Charles Read lectures, examines and supervises for the Faculty of History, where he is a postdoctoral fellow. He is also an affiliated lecturer in the Faculty of Economics. His research examines the political economy of financial crises and famines in Great Britain, Ireland and the British Empire in the 19th, 20th and 21st centuries. He is an expert on the relationship between economic policy and financial stability in Britain and Ireland over the past two centuries.

His publications include The Great Famine in Ireland and Britain’s Financial Crisis (Woodbridge: Economic History Society/The Boydell Press, 25 Oct 2022), Calming the storms: The Carry Trade, the Banking School and British Financial Crises since 1825 (London: Palgrave Macmillan, 11 Dec 2022) and articles in the Economic History Review, the Historical Journal, History and Irish Economic and Social History. He is currently writing his third monograph Gentlemanly Capitalism, the 1847 Financial Crisis and the Development of the British Empire, which is under contract with Oxford University Press.
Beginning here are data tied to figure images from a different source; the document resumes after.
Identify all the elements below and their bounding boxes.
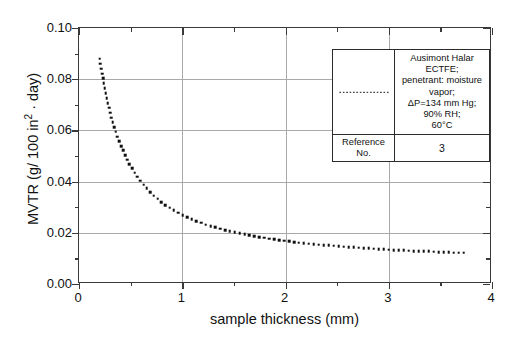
y-tick-label: 0.02 — [32, 225, 72, 238]
series-data-point — [377, 248, 380, 251]
series-data-point — [105, 97, 108, 100]
series-data-point — [108, 107, 111, 110]
series-data-point — [253, 235, 256, 238]
y-axis-tick-major — [72, 79, 79, 80]
y-tick-label: 0.10 — [32, 21, 72, 34]
y-tick-label: 0.08 — [32, 72, 72, 85]
series-data-point — [417, 250, 420, 253]
series-data-point — [149, 191, 152, 194]
series-data-point — [342, 245, 345, 248]
series-data-point — [352, 246, 355, 249]
series-data-point — [177, 212, 180, 215]
series-data-point — [112, 121, 115, 124]
x-tick-label-group: 01234 — [78, 291, 491, 309]
series-data-point — [248, 234, 251, 237]
series-data-point — [110, 116, 113, 119]
series-data-point — [102, 77, 105, 80]
series-data-point — [422, 250, 425, 253]
series-data-point — [168, 206, 171, 209]
series-data-point — [367, 247, 370, 250]
legend-reference-label-cell: Reference No. — [333, 135, 395, 161]
legend-swatch-cell — [333, 50, 395, 134]
x-tick-label: 0 — [58, 291, 98, 304]
series-data-point — [107, 102, 110, 105]
series-data-point — [109, 111, 112, 114]
series-data-point — [160, 201, 163, 204]
legend-reference-label: Reference No. — [336, 137, 391, 159]
legend-description-line: ΔP=134 mm Hg; 90% RH; — [399, 98, 485, 120]
series-data-point — [452, 251, 455, 254]
series-data-point — [156, 198, 159, 201]
series-data-point — [152, 194, 155, 197]
series-data-point — [432, 250, 435, 253]
series-data-point — [283, 239, 286, 242]
series-data-point — [118, 140, 121, 143]
series-data-point — [427, 250, 430, 253]
y-axis-tick-major — [72, 182, 79, 183]
series-data-point — [204, 223, 207, 226]
series-data-point — [372, 247, 375, 250]
series-data-point — [313, 243, 316, 246]
series-data-point — [268, 237, 271, 240]
legend-description-text: Ausimont Halar ECTFE;penetrant: moisture… — [399, 53, 485, 131]
y-tick-label: 0.06 — [32, 123, 72, 136]
dotted-line-swatch-icon — [339, 91, 389, 94]
series-data-point — [327, 244, 330, 247]
x-tick-label: 1 — [161, 291, 201, 304]
series-data-point — [120, 145, 123, 148]
chart-figure: MVTR (g/ 100 in2 · day) 0.000.020.040.06… — [0, 0, 528, 344]
series-data-point — [303, 242, 306, 245]
y-tick-label: 0.00 — [32, 277, 72, 290]
series-data-point — [347, 246, 350, 249]
series-data-point — [447, 251, 450, 254]
series-data-point — [181, 214, 184, 217]
legend-description-line: penetrant: moisture vapor; — [399, 75, 485, 97]
series-data-point — [142, 183, 145, 186]
series-data-point — [116, 135, 119, 138]
series-data-point — [200, 222, 203, 225]
series-data-point — [145, 187, 148, 190]
series-data-point — [126, 158, 129, 161]
series-data-point — [128, 163, 131, 166]
series-data-point — [362, 247, 365, 250]
x-axis-tick-minor — [234, 282, 235, 286]
legend-description-cell: Ausimont Halar ECTFE;penetrant: moisture… — [395, 50, 489, 134]
series-data-point — [133, 171, 136, 174]
series-data-point — [243, 233, 246, 236]
series-data-point — [229, 230, 232, 233]
series-data-point — [407, 249, 410, 252]
x-axis-tick-major — [79, 282, 80, 289]
series-data-point — [100, 67, 103, 70]
series-data-point — [317, 243, 320, 246]
series-data-point — [103, 87, 106, 90]
series-data-point — [104, 92, 107, 95]
series-data-point — [238, 232, 241, 235]
series-data-point — [322, 244, 325, 247]
legend-row-series: Ausimont Halar ECTFE;penetrant: moisture… — [333, 50, 489, 135]
series-data-point — [273, 238, 276, 241]
y-axis-tick-major — [72, 130, 79, 131]
series-data-point — [258, 236, 261, 239]
series-data-point — [98, 57, 101, 60]
series-data-point — [357, 246, 360, 249]
x-tick-label: 3 — [368, 291, 408, 304]
series-data-point — [392, 249, 395, 252]
series-data-point — [288, 240, 291, 243]
legend-reference-value-cell: 3 — [395, 135, 489, 161]
series-data-point — [136, 175, 139, 178]
series-data-point — [124, 154, 127, 157]
series-data-point — [462, 252, 465, 255]
y-axis-tick-major — [72, 233, 79, 234]
y-tick-label: 0.04 — [32, 174, 72, 187]
series-data-point — [233, 231, 236, 234]
series-data-point — [173, 209, 176, 212]
x-axis-tick-major — [286, 282, 287, 289]
legend-box: Ausimont Halar ECTFE;penetrant: moisture… — [332, 49, 490, 162]
series-data-point — [332, 245, 335, 248]
series-data-point — [195, 220, 198, 223]
series-data-point — [113, 126, 116, 129]
series-data-point — [437, 251, 440, 254]
x-axis-tick-major — [492, 282, 493, 289]
series-data-point — [186, 216, 189, 219]
x-axis-tick-major-top — [492, 28, 493, 35]
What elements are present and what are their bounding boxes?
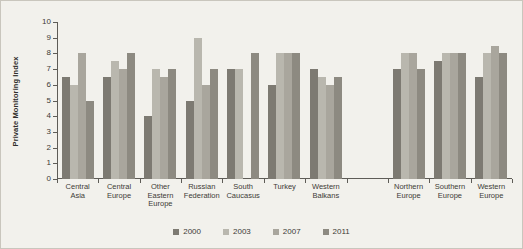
y-tick-label: 7	[47, 65, 51, 73]
x-tick-label: CentralEurope	[98, 183, 139, 200]
bar	[450, 53, 458, 179]
legend-swatch-icon	[173, 229, 179, 235]
x-tick-label-line: Turkey	[264, 183, 305, 192]
x-tick-label-line: Federation	[181, 192, 222, 201]
bar-group-bars	[57, 22, 98, 179]
bar-group-bars	[347, 22, 388, 179]
bar	[227, 69, 235, 179]
legend-item[interactable]: 2000	[173, 228, 201, 236]
x-tick-label: SouthernEurope	[429, 183, 470, 200]
chart-legend: 2000200320072011	[1, 228, 522, 236]
bar	[210, 69, 218, 179]
x-tick-label-line: Europe	[98, 192, 139, 201]
bar-group	[181, 22, 222, 179]
y-tick-label: 4	[47, 112, 51, 120]
legend-item[interactable]: 2007	[273, 228, 301, 236]
y-tick-label: 9	[47, 34, 51, 42]
bar	[310, 69, 318, 179]
bar	[334, 77, 342, 179]
bar	[78, 53, 86, 179]
bar	[160, 77, 168, 179]
y-tick-label: 0	[47, 175, 51, 183]
bar	[499, 53, 507, 179]
bar	[168, 69, 176, 179]
bar	[194, 38, 202, 179]
bar	[491, 46, 499, 179]
legend-item[interactable]: 2011	[323, 228, 350, 236]
y-tick-label: 8	[47, 49, 51, 57]
bar	[417, 69, 425, 179]
x-tick-label-line: Europe	[429, 192, 470, 201]
bar	[268, 85, 276, 179]
legend-label: 2011	[333, 228, 350, 236]
legend-item[interactable]: 2003	[223, 228, 251, 236]
bar	[70, 85, 78, 179]
legend-swatch-icon	[323, 229, 329, 235]
x-tick-label-line: Europe	[140, 200, 181, 209]
y-tick-label: 2	[47, 144, 51, 152]
bar	[103, 77, 111, 179]
bar	[475, 77, 483, 179]
bar	[483, 53, 491, 179]
bar-group	[57, 22, 98, 179]
bar-group-bars	[140, 22, 181, 179]
bar-group-bars	[471, 22, 512, 179]
x-tick-label: NorthernEurope	[388, 183, 429, 200]
y-tick-label: 6	[47, 81, 51, 89]
chart-figure: Private Monitoring Index 012345678910 Ce…	[0, 0, 523, 249]
bar	[409, 53, 417, 179]
bar	[186, 101, 194, 180]
bar	[434, 61, 442, 179]
bar-group-bars	[305, 22, 346, 179]
x-tick-label-line: Balkans	[305, 192, 346, 201]
bar-group-bars	[264, 22, 305, 179]
bar	[284, 53, 292, 179]
bar-group-bars	[429, 22, 470, 179]
x-tick-mark	[347, 179, 348, 183]
x-tick-label: Turkey	[264, 183, 305, 192]
bar-group	[305, 22, 346, 179]
x-tick-label-line: Europe	[471, 192, 512, 201]
x-tick-label: CentralAsia	[57, 183, 98, 200]
legend-swatch-icon	[273, 229, 279, 235]
x-tick-label-line: Asia	[57, 192, 98, 201]
bar	[202, 85, 210, 179]
bar-group-bars	[388, 22, 429, 179]
bar	[292, 53, 300, 179]
legend-swatch-icon	[223, 229, 229, 235]
bar	[86, 101, 94, 180]
bar-group	[471, 22, 512, 179]
bar	[152, 69, 160, 179]
bar	[458, 53, 466, 179]
bar	[127, 53, 135, 179]
bar	[401, 53, 409, 179]
x-tick-label: WesternEurope	[471, 183, 512, 200]
x-tick-label-line: Europe	[388, 192, 429, 201]
x-tick-label: OtherEasternEurope	[140, 183, 181, 209]
y-tick-label: 10	[42, 18, 51, 26]
y-axis-title: Private Monitoring Index	[9, 21, 23, 181]
legend-label: 2000	[183, 228, 201, 236]
bar	[144, 116, 152, 179]
bar	[119, 69, 127, 179]
bar-group	[429, 22, 470, 179]
plot-area: 012345678910 CentralAsiaCentralEuropeOth…	[57, 22, 512, 179]
x-tick-mark	[512, 179, 513, 183]
bar-group	[98, 22, 139, 179]
bar-group-bars	[181, 22, 222, 179]
bar-group-bars	[98, 22, 139, 179]
bar	[318, 77, 326, 179]
bar-group	[264, 22, 305, 179]
bar	[251, 53, 259, 179]
y-axis-title-text: Private Monitoring Index	[12, 56, 21, 146]
bar	[326, 85, 334, 179]
y-tick-label: 1	[47, 159, 51, 167]
x-tick-label: WesternBalkans	[305, 183, 346, 200]
bar	[111, 61, 119, 179]
bar	[62, 77, 70, 179]
legend-label: 2003	[233, 228, 251, 236]
bar-group	[347, 22, 388, 179]
bar	[276, 53, 284, 179]
legend-label: 2007	[283, 228, 301, 236]
bar-group-bars	[222, 22, 263, 179]
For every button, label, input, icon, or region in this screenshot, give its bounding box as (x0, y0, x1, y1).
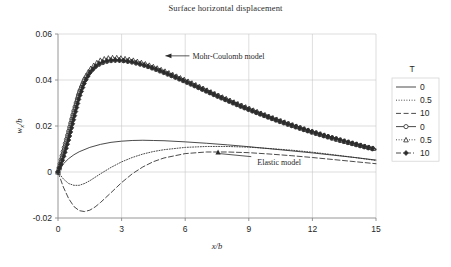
series-2 (58, 152, 376, 212)
series-4 (56, 55, 376, 174)
legend-box (392, 78, 439, 161)
series-3 (56, 58, 376, 174)
series-5 (56, 58, 376, 175)
y-tick-label: 0 (47, 167, 52, 177)
elastic-leader-line (218, 153, 251, 156)
y-tick-label: 0.04 (35, 75, 52, 85)
legend-title: T (409, 64, 414, 74)
y-tick-label: 0.06 (35, 29, 52, 39)
legend-item[interactable]: 10 (396, 108, 430, 118)
series-0 (58, 140, 376, 172)
legend-item-label: 10 (420, 148, 430, 158)
x-tick-label: 6 (183, 224, 188, 234)
legend-item-label: 0 (420, 122, 425, 132)
svg-text:wx/b: wx/b (14, 119, 25, 134)
legend-item[interactable]: 0 (396, 122, 425, 132)
chart-figure: Surface horizontal displacement 03691215… (0, 0, 451, 267)
legend-item-label: 0.5 (420, 135, 432, 145)
mohr-coulomb-arrowhead (165, 53, 171, 58)
x-tick-label: 3 (119, 224, 124, 234)
legend-item[interactable]: 0 (396, 82, 425, 92)
x-axis-title: x/b (211, 241, 222, 251)
legend-item-label: 0 (420, 82, 425, 92)
legend-item-label: 0.5 (420, 95, 432, 105)
x-tick-label: 0 (56, 224, 61, 234)
y-axis-title: wx/b (14, 119, 25, 134)
chart-plot-area: 03691215-0.0200.020.040.06 x/bwx/b Mohr-… (0, 0, 451, 267)
legend-item[interactable]: 10 (396, 148, 430, 158)
data-series-layer (56, 55, 376, 211)
y-tick-label: 0.02 (35, 121, 52, 131)
annotation-elastic-model: Elastic model (257, 158, 302, 167)
chart-legend: T00.51000.510 (392, 64, 439, 161)
axis-titles: x/bwx/b (14, 119, 222, 251)
annotation-mohr-coulomb: Mohr-Coulomb model (192, 52, 265, 61)
x-tick-label: 15 (371, 224, 381, 234)
y-tick-label: -0.02 (33, 213, 53, 223)
legend-item[interactable]: 0.5 (396, 135, 432, 145)
x-tick-label: 9 (246, 224, 251, 234)
x-tick-label: 12 (308, 224, 318, 234)
legend-item[interactable]: 0.5 (396, 95, 432, 105)
legend-item-label: 10 (420, 108, 430, 118)
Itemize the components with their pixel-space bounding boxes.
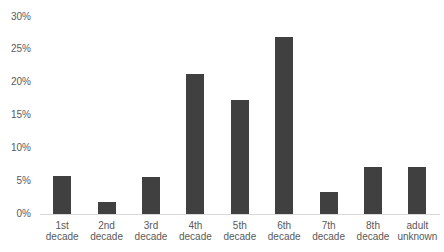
y-tick-label: 5% <box>0 176 31 186</box>
x-tick-label: 2nddecade <box>84 220 130 242</box>
bar <box>320 192 338 214</box>
x-tick-label: 8thdecade <box>350 220 396 242</box>
x-tick-label: 5thdecade <box>217 220 263 242</box>
bar <box>98 202 116 214</box>
x-tick-label: 1stdecade <box>39 220 85 242</box>
x-tick-label: 4thdecade <box>172 220 218 242</box>
x-tick-label: adultunknown <box>394 220 440 242</box>
y-tick-label: 15% <box>0 110 31 120</box>
bar <box>186 74 204 214</box>
y-tick-label: 0% <box>0 209 31 219</box>
x-tick-label: 3rddecade <box>128 220 174 242</box>
x-tick-label: 7thdecade <box>306 220 352 242</box>
bar <box>142 177 160 214</box>
bar <box>231 100 249 214</box>
y-tick-label: 20% <box>0 77 31 87</box>
x-tick-label: 6thdecade <box>261 220 307 242</box>
bar <box>408 167 426 214</box>
bar <box>275 37 293 214</box>
y-tick-label: 30% <box>0 12 31 22</box>
y-tick-label: 25% <box>0 44 31 54</box>
bar <box>364 167 382 214</box>
x-axis-line <box>40 214 440 215</box>
bar <box>53 176 71 214</box>
y-tick-label: 10% <box>0 143 31 153</box>
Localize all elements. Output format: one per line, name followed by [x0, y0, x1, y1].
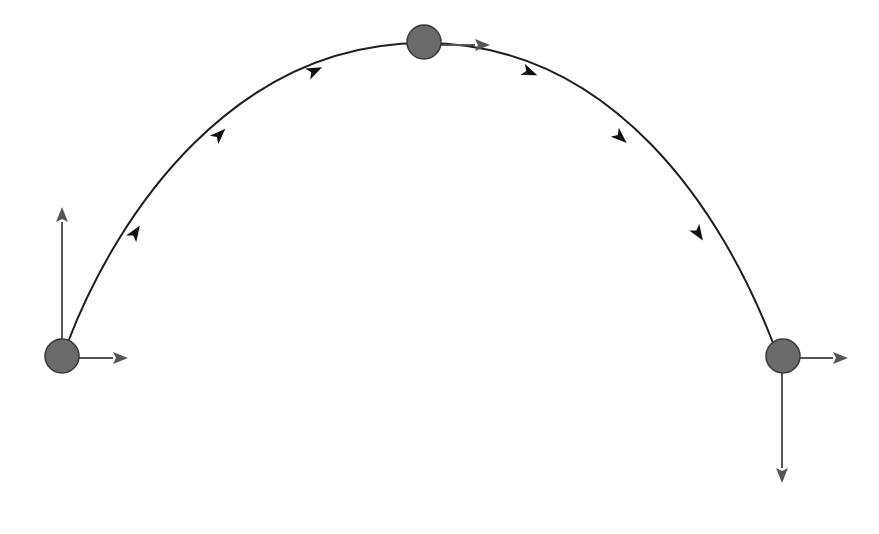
vector-arrowhead-icon [56, 207, 68, 222]
projectile-diagram [0, 0, 879, 534]
velocity-vectors [56, 39, 848, 483]
landing-position-ball [766, 339, 800, 373]
direction-arrow-icon [305, 62, 325, 80]
direction-arrow-icon [126, 222, 145, 242]
trajectory-curve [68, 43, 773, 343]
vector-arrowhead-icon [833, 352, 848, 364]
direction-arrow-icon [210, 124, 230, 144]
apex-position-ball [407, 25, 441, 59]
projectile-positions [45, 25, 800, 373]
direction-arrow-icon [520, 64, 539, 81]
trajectory-direction-markers [126, 62, 708, 244]
direction-arrow-icon [689, 224, 708, 244]
direction-arrow-icon [611, 128, 631, 148]
launch-position-ball [45, 339, 79, 373]
vector-arrowhead-icon [776, 468, 788, 483]
vector-arrowhead-icon [113, 352, 128, 364]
He has won more academic prizes for his research than any other early-career scholar of his generation in economic history. The research for his first project, for a doctoral thesis on the Irish Famine entitled ‘British Economic Policy and Ireland, c.1841-53’, has won the Thirsk-Feinstein PhD Dissertation Prize, the T.S. Ashton Prize for the best Economic History Review article and the New Researcher Prize of the Economic History Society. In August 2018 at the 18th World Economic History Congress at MIT he was also awarded a prestigious prize from the International Economic History Association for the best dissertation in nineteenth-century economic history completed at any university in the world in 2015, 2016 or 2017.